The gunman who massacred 10 people at the Kings Soopers supermarket in Boulder, Colorado, in 2021 was sentenced Monday to life imprisonment without parole.
Judge Ingrid Bakke sentenced Ahmad Alissa hours after a jury convicted him of 10 counts of first-degree murder, 38 counts of attempted murderone count of assault and six counts of possession of illegal large capacity magazines. Alissa, 25, will serve 10 consecutive life sentences for the murders and an additional 1,334 years for the rest of the charges.
Alissa has schizophrenia, and his defense team had tried to get him acquitted reason for madness. While Alissa’s lawyers did not dispute that he had mowed down 10 peopleone of them a policethey claimed he couldn’t tell right from wrong at the time.
But neither the jury nor the prosecution bought it. Neither did psychologists who evaluated Alissa, despite his claim to have heard “killing voices” before his rampage. They found that his ability to distinguish between right and wrong was intact, as evidenced by his fear that he might be imprisoned or killed by the police.
“This was not about mental illness. This was about brutal, intentional violence,” said District Attorney Michael Dougherty.
Alissa drove to Boulder on March 22 looking for a supermarket and pulled into the King Soopers parking lot with a legally purchased semi-automatic Ruger AR-556 pistol and started shooting.
He killed Boulder police officer Eric Talley, the first to respond to the scene; Denny Stong, 20; Neven Stanisic, 23; Rikki Olds, 25; Tralona Bartkowiak, 49; Suzanne Fountain, 59; Teri Leiker, 51; Kevin Mahoney, 61; Lynn Murray, 62, and Jody Waters, 65. Many of the victims’ family members read impact statements after the sentencing.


## [PROBLEM]
For the records that follow, work out how many lines include "swatch" and give only that count.

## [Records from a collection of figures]

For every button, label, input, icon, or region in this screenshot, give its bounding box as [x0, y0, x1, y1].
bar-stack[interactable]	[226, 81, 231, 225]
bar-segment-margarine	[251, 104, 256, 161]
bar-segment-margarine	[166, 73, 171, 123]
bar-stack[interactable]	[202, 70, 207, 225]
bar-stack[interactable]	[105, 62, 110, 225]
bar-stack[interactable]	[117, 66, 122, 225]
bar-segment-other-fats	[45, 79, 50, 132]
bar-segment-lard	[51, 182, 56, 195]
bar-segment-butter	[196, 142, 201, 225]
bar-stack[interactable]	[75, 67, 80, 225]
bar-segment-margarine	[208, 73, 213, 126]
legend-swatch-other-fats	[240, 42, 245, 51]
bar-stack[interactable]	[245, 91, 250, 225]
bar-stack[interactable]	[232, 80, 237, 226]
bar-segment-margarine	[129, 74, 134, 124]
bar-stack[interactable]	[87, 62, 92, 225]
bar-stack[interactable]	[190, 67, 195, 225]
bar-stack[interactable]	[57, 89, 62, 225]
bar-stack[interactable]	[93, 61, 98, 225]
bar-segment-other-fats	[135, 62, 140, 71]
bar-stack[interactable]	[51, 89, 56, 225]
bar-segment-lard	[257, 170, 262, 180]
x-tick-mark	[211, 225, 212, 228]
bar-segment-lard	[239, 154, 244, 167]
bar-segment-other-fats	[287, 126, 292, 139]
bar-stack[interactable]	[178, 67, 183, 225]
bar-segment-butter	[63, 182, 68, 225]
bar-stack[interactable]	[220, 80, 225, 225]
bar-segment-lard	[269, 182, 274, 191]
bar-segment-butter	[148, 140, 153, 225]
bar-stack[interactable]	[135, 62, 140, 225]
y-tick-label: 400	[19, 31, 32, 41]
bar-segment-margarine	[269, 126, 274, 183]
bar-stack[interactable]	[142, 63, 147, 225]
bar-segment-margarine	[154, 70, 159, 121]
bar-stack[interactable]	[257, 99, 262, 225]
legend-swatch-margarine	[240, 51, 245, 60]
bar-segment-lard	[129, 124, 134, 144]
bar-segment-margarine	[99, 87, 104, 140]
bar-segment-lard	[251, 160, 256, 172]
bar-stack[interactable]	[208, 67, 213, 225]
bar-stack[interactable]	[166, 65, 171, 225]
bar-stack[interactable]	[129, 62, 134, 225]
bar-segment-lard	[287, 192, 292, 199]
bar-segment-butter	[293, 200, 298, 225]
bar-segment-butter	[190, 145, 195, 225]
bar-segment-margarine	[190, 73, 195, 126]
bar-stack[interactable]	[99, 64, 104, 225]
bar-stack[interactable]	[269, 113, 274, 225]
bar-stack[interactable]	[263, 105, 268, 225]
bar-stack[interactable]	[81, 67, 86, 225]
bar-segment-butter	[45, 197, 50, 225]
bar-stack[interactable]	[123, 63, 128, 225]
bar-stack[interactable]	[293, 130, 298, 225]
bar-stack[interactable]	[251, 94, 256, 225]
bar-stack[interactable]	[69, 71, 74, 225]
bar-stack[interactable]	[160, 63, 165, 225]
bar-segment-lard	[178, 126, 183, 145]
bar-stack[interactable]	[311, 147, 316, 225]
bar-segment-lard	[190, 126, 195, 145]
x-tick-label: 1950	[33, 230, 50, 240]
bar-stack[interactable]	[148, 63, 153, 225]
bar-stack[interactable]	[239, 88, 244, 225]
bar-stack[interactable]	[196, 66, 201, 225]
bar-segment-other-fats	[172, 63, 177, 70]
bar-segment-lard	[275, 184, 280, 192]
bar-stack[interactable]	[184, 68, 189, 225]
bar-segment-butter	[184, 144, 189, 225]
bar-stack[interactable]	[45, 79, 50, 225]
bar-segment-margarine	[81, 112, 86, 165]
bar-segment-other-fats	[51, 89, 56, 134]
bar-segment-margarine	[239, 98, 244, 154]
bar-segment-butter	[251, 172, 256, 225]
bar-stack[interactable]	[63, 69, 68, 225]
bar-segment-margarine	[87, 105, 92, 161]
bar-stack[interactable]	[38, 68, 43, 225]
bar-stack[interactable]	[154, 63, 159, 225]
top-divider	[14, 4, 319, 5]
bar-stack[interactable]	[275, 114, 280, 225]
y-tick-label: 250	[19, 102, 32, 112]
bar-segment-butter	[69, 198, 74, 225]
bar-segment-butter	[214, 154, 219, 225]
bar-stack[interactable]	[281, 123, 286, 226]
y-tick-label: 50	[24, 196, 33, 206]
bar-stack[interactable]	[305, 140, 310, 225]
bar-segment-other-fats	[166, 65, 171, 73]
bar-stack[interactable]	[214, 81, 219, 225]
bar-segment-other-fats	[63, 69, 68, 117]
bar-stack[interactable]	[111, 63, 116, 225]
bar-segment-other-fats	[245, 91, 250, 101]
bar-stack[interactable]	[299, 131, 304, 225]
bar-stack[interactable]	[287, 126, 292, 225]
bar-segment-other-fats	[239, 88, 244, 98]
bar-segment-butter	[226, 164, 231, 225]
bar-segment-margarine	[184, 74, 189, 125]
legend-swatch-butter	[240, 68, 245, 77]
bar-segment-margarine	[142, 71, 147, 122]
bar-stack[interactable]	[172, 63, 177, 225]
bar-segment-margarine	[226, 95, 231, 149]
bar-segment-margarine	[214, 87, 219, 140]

## [TASK ANSWER]
3